───── Data to use ─────

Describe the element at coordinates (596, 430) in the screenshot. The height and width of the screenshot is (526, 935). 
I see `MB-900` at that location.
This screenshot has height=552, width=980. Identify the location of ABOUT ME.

─────
───── Data to use ─────

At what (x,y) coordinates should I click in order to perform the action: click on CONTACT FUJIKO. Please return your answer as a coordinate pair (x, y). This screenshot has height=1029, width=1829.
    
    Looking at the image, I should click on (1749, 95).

─────

Exercise description :: Scan the lines above for "Describe the element" and for "This screenshot has height=552, width=980.". Repeat exactly the line holding each of them and every line in between.

Answer box ::
Describe the element at coordinates (596, 430) in the screenshot. The height and width of the screenshot is (526, 935). 
I see `MB-900` at that location.
This screenshot has height=552, width=980. Identify the location of ABOUT ME.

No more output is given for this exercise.